Over the first three weeks of January, several Harvard School of Public Health graduate students took part in the Field Experience in Maternal Health winter session, organized by the Women and Health Initiative and the Maternal Health Task Force. In this blog post, Hannah Ratcliffe writes about her field experience with the Population Council in Bangladesh.

This January, I had the pleasure of interning in Bangladesh at the Population Council Dhaka office.  I spent my three weeks there focusing on the improvement and automation of a quality assurance checklist for use in the Population Council’s Pay-for-Performance (P4P) project.  The P4P project was designed to improve the quantity and quality of maternal and child health care services delivered in three districts of Bangladesh by offering financial incentives to reward service providers for meeting targeted levels of facility performance.

This project is one of the few being undertaken in Bangladesh that directly aims to improve quality of care.  Quality is assessed quarterly by Quality Assurance Groups (QAGs) made up of technical experts from nearby medical colleges, hospitals, and professional bodies.  In their quarterly assessments, QAGs use a Qualitative Measurement Tool to document and measure the quality of care being provided at a facility. The content of this tool was developed over the course of five consensus-building workshops organized by the Directorate General of Health Services in 2010 and attended by national and local-level program managers and service providers.

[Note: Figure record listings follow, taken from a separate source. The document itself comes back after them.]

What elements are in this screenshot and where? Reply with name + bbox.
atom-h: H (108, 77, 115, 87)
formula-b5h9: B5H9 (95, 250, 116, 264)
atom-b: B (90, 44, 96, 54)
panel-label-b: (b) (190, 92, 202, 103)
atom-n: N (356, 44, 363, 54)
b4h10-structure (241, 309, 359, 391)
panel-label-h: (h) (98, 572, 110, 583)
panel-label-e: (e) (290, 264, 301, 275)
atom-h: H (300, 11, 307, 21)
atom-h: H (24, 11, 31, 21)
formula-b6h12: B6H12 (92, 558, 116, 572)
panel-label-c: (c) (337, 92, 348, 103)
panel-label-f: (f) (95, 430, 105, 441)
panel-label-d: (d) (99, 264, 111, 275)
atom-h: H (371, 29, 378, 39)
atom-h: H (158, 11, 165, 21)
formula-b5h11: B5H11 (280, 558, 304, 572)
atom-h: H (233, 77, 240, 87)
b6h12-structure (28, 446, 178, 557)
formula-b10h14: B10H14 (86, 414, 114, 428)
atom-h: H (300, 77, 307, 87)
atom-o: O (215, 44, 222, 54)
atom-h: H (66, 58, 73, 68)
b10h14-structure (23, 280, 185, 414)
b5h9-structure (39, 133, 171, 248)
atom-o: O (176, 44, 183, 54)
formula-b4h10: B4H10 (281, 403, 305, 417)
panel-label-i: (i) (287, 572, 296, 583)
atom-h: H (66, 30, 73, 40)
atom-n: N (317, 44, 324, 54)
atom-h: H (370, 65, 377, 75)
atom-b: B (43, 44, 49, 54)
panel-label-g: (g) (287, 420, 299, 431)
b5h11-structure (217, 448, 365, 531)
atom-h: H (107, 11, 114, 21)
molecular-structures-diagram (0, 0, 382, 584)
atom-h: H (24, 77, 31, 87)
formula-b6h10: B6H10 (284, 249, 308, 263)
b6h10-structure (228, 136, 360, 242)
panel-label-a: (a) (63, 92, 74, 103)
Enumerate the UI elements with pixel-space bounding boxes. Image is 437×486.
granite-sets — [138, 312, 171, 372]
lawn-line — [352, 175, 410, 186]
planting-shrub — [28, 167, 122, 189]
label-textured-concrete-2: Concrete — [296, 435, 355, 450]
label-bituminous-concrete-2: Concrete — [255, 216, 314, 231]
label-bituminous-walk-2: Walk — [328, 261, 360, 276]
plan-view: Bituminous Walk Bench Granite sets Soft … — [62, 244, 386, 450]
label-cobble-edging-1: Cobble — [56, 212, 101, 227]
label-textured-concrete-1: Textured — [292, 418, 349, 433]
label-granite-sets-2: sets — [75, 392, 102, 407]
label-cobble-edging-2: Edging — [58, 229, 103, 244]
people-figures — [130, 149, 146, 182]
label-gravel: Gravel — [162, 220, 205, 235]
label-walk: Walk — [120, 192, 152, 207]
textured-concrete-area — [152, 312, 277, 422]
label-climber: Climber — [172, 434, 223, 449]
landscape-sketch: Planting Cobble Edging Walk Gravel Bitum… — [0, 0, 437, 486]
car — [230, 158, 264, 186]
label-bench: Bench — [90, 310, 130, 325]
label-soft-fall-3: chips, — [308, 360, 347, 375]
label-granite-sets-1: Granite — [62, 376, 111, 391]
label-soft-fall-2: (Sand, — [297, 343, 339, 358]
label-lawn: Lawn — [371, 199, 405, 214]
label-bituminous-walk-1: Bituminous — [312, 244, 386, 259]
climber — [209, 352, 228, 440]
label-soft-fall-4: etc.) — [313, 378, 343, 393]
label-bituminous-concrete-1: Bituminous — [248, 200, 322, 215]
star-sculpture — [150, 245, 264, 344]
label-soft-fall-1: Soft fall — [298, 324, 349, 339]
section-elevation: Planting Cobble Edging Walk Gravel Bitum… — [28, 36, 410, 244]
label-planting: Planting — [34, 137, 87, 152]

When I arrived in Dhaka, the Qualitative Measurement Tool was in an intermediate stage of development.  I worked to edit the 500+ indicators included in the tool to make them clearer and to ensure that the point values corresponding to each indicator were accurate and self-explanatory.  Working with the P4P team and a software developer, I also helped to design the layout and functionality of an electronic version of the tool.  Our goal was to create an intuitive instrument that is structured to correspond with the progression of a QAG facility assessment and which allows for rapid, onsite calculation of results.  The refinement of the Qualitative Measurement Tool is still underway, and I am looking forward to continuing to assist in its development from Boston!